Londoners are paying the price for Sadiq Khan breaking the bank at City Hall
Updated: Oct 28, 2020
If Sadiq Khan is going to solve City Hall's money woes, he is going to have to put Londoners' priorities first and cut his wasteful virtue-signalling initiatives.
In the wake of the coronavirus crisis, the Greater London Authority faces, we are told, a whopping £493 million black hole in its budget over the next two years. It means for the first time as Mayor, Sadiq Khan must save money, rather than spend it.
Unfortunately for Londoners, the Mayor is already lining up cuts to his budget for London's emergency services. On Friday Khan unveiled his plan to balance City Hall's books by cutting £109.3 million from Metropolitan Police and £25 million from the London Fire Brigade.
Despite his warnings of a new austerity post-coronavirus, an approach which the Government has rejected, Sadiq Khan is ironically planning to impose it on London himself. And Khan's proposed cuts are not small. His policing cuts alone are the equivalent to the salaries of 1,681 police officers.
As usual, Sadiq Khan is treating this crisis as a press opportunity to attack the Government, rather than a problem he is responsible for solving. His gambit is that by playing the part of a 'poor Mayor' and publicly calling for ministers to step in and bail him out again, Londoners will not notice that he is the one choosing to drop the axe on the vital services that keep our city safe.
While the Mayor may choose to shirk responsibility, he does have a choice when it comes to balancing City Hall's books. He could safeguard the budgets of London's police and fire brigade by reversing his huge spending increases on City Hall waste and TfL perks for the past four years.
In February, my Conservative London Assembly colleagues and I proposed an alternative budget plan which identified £113 million of savings the Mayor could make to invest in London's emergency services. Sadly, Khan rejected our proposal at the time, but if he looked again at our plan, he could find enough savings to protect the budgets of London's police and fire brigade.
To fix City Hall's finances, Sadiq Khan must cut his ridiculous projects and his eye-watering splurges. At the most ludicrous end, Khan has splashed almost half a million pounds on pop-up beach parties at the Royal Docks, £30k on a bicycle ballet to explore female liberation, and £1.7 million on a hundred, rather ugly, water fountains. Only a particularly inept Mayor could prioritise these projects above extra police officers.
However, as infuriating as these examples are, the blood boils when one considers the millions of pounds Khan is wasting at City Hall and Transport for London. Instead of keeping Londoners safe, the Mayor has chosen to increase City Hall's staffing costs by 82%, lose a record £44 million in revenue to fund free travel for TfL staff's flatmates, and he has nearly doubled his culture budget.
As daunting as the black hole is in City Hall's budget, reversing Sadiq Khan's irresponsible spending decisions would protect London's emergency services from the chopping block.
However, Londoners shouldn't hold their breath. If the Mayor refused to cut his waste to fund extra police officers for the past four years, as knife crime rose to record levels and murder soared to an 11-year high, he is hardly going to change his priorities now.
If the Government stepped in this time to help pay Khan's City Hall bills, it would be the Mayor's third bailout. His first was for Crossrail, which was on time and budget when he inherited it. It is now more than three years late and more than £3 billion over budget. His second was for TfL this year, which entered this crisis in a weak and unprepared state with a record £12 billion in debt and twenty-one major transport projects delayed or cancelled. And now Khan wants his third bailout, this time to keep his bloated City Hall bureaucracy afloat.
After the disastrous press the Mayor rightly received for his role in the collapse of TfL's finances, Sadiq Khan is playing a different game this time. He has promised to cut his pay by 10% and is even proposing to close City Hall and move to a questionable alternative, The Crystal, to save (we are told) £11 million a year. However, the Mayor's PR efforts to win sympathy for his financial woes will ring hollow as Londoners remember the millions of pounds he has wasted.
If Khan is going to receive a third bailout, ministers should make it clear he must cut his waste to safeguard the budgets of London's emergency services. However, any Mayor with Londoners' priorities at heart would have chosen to do it themselves.
I will pay Sadiq Khan one compliment when it comes to his mayoralty. He has achieved something remarkable. He has turned the Mayor of London from being one of the most powerful roles in the country into a broke office looking for a discount City Hall. Sadly it's Londoners who are paying the price.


## PROBLEM REQUIREMENTS
The required result is a copy of each line below in which "Verify" appears.

## INPUT RECORDS
····················
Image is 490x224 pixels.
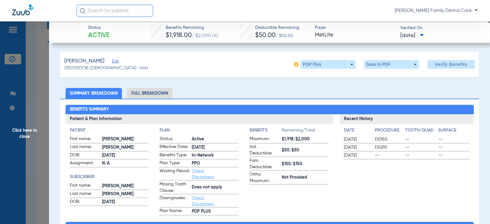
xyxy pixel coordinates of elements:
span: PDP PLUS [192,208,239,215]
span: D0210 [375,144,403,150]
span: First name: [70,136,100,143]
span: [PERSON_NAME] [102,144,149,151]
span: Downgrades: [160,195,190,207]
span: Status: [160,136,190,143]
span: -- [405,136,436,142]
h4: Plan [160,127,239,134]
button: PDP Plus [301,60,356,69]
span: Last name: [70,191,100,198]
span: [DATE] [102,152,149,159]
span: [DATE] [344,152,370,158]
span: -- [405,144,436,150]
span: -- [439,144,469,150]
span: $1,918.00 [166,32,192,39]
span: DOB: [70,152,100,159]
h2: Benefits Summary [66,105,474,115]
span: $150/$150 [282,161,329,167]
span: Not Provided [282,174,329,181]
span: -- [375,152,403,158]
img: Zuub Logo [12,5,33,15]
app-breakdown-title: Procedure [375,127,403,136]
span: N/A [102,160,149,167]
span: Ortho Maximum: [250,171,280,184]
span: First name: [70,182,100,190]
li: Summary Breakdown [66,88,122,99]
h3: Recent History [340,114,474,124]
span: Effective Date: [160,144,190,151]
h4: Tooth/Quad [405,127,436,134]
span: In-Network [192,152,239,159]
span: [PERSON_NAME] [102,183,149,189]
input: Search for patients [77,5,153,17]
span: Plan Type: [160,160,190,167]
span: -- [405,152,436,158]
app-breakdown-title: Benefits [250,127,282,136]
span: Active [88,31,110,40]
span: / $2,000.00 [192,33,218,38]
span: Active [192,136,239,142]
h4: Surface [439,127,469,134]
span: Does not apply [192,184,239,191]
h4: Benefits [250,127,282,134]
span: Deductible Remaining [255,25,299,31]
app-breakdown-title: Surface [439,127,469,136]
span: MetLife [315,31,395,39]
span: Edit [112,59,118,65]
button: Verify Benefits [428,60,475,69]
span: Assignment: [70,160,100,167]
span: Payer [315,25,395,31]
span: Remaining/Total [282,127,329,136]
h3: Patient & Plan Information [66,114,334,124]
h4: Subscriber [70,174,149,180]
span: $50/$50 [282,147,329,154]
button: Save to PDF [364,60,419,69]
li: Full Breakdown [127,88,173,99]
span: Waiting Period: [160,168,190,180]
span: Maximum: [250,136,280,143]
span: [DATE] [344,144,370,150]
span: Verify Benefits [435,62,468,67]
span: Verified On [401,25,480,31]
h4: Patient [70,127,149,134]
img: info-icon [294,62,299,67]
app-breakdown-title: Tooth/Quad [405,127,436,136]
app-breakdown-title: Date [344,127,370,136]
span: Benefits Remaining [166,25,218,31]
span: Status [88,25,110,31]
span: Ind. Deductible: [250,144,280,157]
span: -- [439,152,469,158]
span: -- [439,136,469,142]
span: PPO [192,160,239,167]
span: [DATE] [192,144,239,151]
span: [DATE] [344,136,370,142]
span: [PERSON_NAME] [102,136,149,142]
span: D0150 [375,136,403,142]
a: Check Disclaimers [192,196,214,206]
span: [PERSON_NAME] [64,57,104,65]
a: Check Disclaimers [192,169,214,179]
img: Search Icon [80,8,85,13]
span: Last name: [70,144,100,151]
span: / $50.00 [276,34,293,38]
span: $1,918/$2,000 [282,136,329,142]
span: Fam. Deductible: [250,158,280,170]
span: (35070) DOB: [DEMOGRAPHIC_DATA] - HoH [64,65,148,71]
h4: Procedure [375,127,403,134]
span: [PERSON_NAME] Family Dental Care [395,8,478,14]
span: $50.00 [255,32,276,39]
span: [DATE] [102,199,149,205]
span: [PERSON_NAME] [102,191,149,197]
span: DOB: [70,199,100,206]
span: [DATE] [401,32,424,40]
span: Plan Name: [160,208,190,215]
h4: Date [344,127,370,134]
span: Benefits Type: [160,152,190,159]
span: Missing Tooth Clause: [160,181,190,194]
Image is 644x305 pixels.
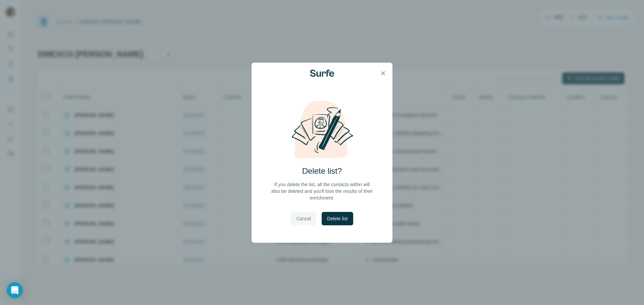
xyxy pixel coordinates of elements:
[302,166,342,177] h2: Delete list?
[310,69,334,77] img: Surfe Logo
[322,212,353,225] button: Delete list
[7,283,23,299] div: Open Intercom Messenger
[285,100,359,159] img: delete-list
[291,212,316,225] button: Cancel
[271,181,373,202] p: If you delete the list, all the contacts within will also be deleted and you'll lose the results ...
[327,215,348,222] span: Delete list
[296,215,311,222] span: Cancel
····················
## ANSWER BELOW
button: Verify Benefits [428,60,475,69]
span: Verify Benefits [435,62,468,67]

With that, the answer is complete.